The proposed regulation also adopts a set of factors to consider in determining whether to continue to recognize tax-exempt status where there are also one or more excess benefit transactions. These factors, which draw upon the proposed regulations under Code § 4958, include the following:

  1. The size and scope of the organization’s regular and ongoing activities that further exempt purposes before and after the excess benefit transaction or transactions occurred;
  2. The size and scope of the excess benefit transaction or transactions (collectively, if more than one) in relation to the size and scope of the organization’s regular and ongoing activities that further exempt purpose;
  3. Whether the organization has been involved in repeated excess benefit transactions;
  4. Whether the organization has implemented safeguards that are reasonably calculated to prevent future violations; and
  5. Whether the excess benefit transaction has been corrected or the organization has made good faith efforts to seek correction from the disqualified persons who benefited from the excess benefit transactions.

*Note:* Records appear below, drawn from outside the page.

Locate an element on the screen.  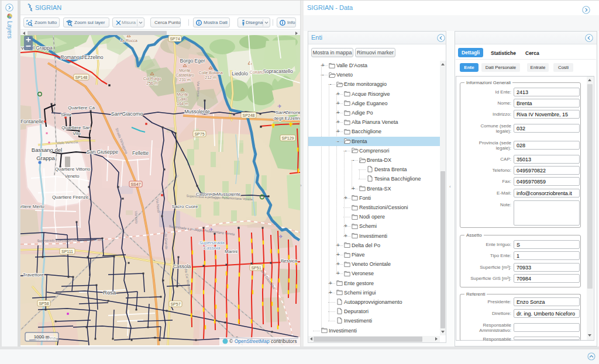
svg-text: 212 m is located at coordinates (211, 77).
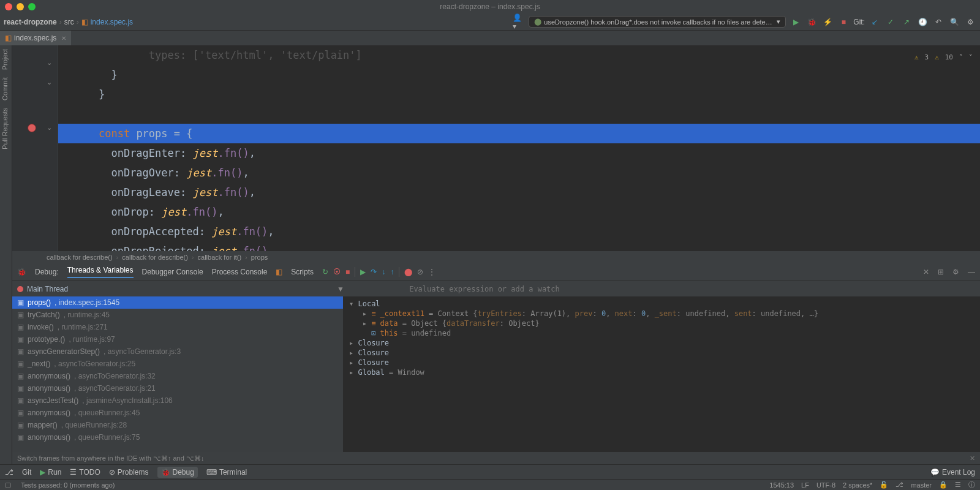 Image resolution: width=980 pixels, height=490 pixels. What do you see at coordinates (827, 22) in the screenshot?
I see `coverage-icon: ⚡` at bounding box center [827, 22].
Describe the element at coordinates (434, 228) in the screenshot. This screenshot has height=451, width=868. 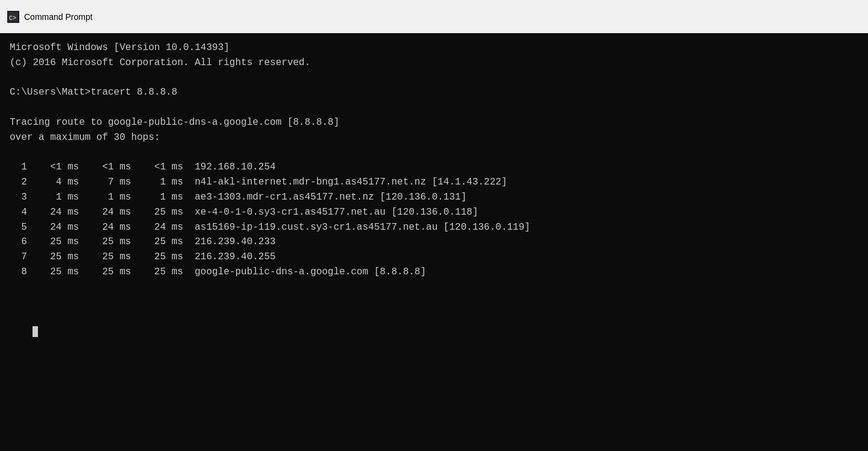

While the examples set out in proposed regulations contain no surprises, they do make clear that the IRS places a premium on process. This point is starkly illustrated in two examples. In the first, the founder of an educational organization diverts substantial amounts of the organization’s assets to the payment of personal expenses. While the board did not authorize the payment of the founder’s personal expenses, some directors had knowledge of the payments but took no action. On these facts, the IRS determined that the organization engaged in multiple excess benefit transactions and that the organization was no longer a tax-exempt entity. But in the second, an organization entered into a construction contract at prices that substantially exceeded fair market value. The contract was approved by the board without any due diligence. The construction company was owned by the organization’s CEO. Subsequently (but before any IRS audit) the board discovered the problem, removed the CEO, and adopted a written conflicts of interests policy along with rigorous contract review procedures. On these facts, the IRS reached a different result and did not revoke the organization’s tax-exempt status.

Comment: The factor involving safeguards helps to explain the question on the recently released draft form 5500 that asks whether the organization or entity has a written conflicts policy even though this is not a formal requirement. By soliciting this information in advance, the IRS has immediate access to it on audit.

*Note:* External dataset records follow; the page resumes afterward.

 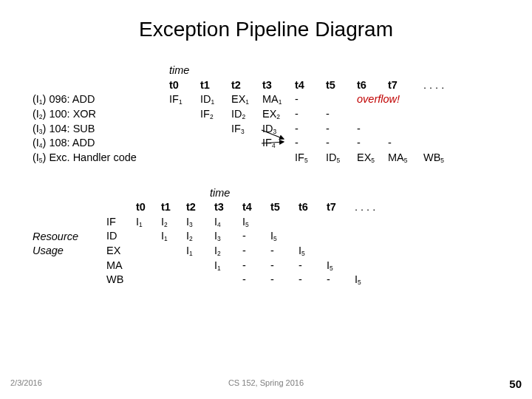 What do you see at coordinates (266, 100) in the screenshot?
I see `table-row: (I1) 096: ADDIF1ID1EX1MA1-overflow!` at bounding box center [266, 100].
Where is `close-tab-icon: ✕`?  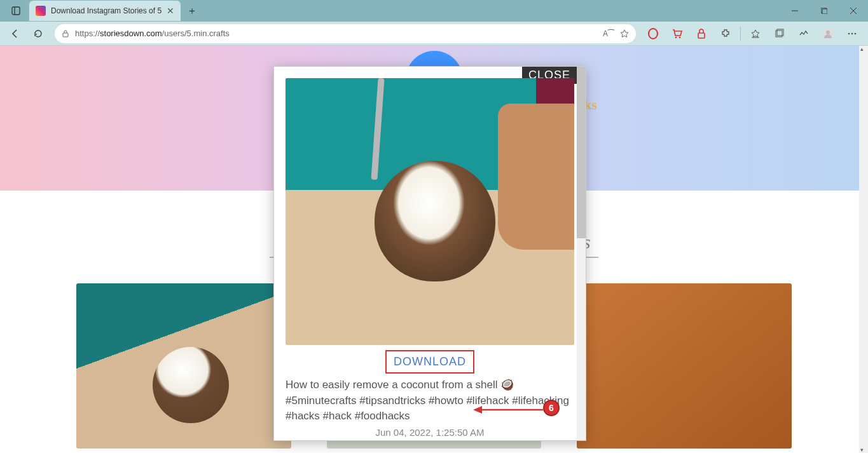
close-tab-icon: ✕ is located at coordinates (170, 11).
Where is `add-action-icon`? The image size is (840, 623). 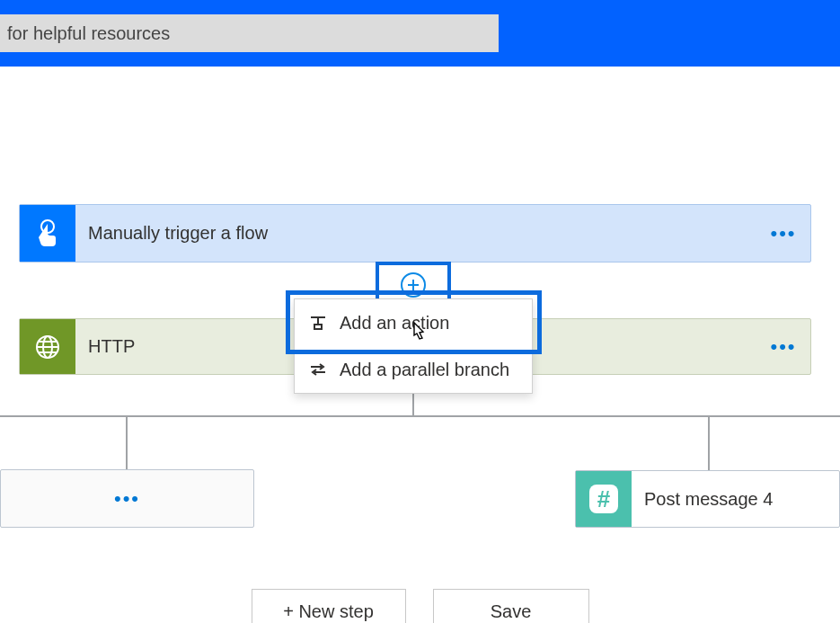
add-action-icon is located at coordinates (318, 323).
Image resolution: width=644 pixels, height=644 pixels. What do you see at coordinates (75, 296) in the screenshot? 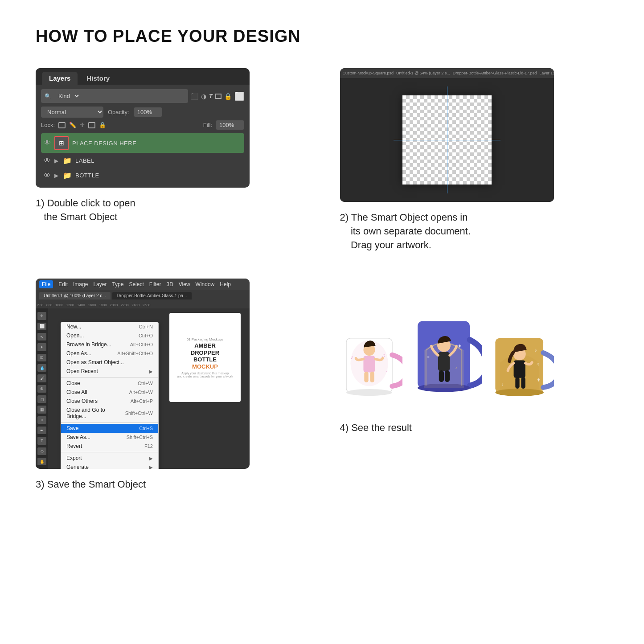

Revocation of the entity’s tax exempt status is rarely an issue for a tax-exempt entity organized and operated in good faith. The emerging body of guidance under the intermediate sanctions rules provide at least a rough outline of prudent practices that diligent organizations are coming to adopt and rely on to ensure compliance. These include greater autonomy of the board, the reliance on outside consultants for help with compensation-related matters, and the adoption of governance standards aimed at greater overall transparency.

While this proposed regulation does not offer any radical new insights, boards of tax-exempts that either have not previously paid attention or know of irregularities should glean form it an important lesson: Its time to pay attention and set things straight. Taking appropriate, timely action could spell the difference between having to pay fines or having to pay fines and forfeiting the entity's tax-exempt status. The emphasis on safeguards should also encourage boards adopt formal conflicts of interest policies, which should now be considered a "best practice" even though not legally required.

The content of this article is intended to provide a general guide to the subject matter. Specialist advice should be sought about your specific circumstances.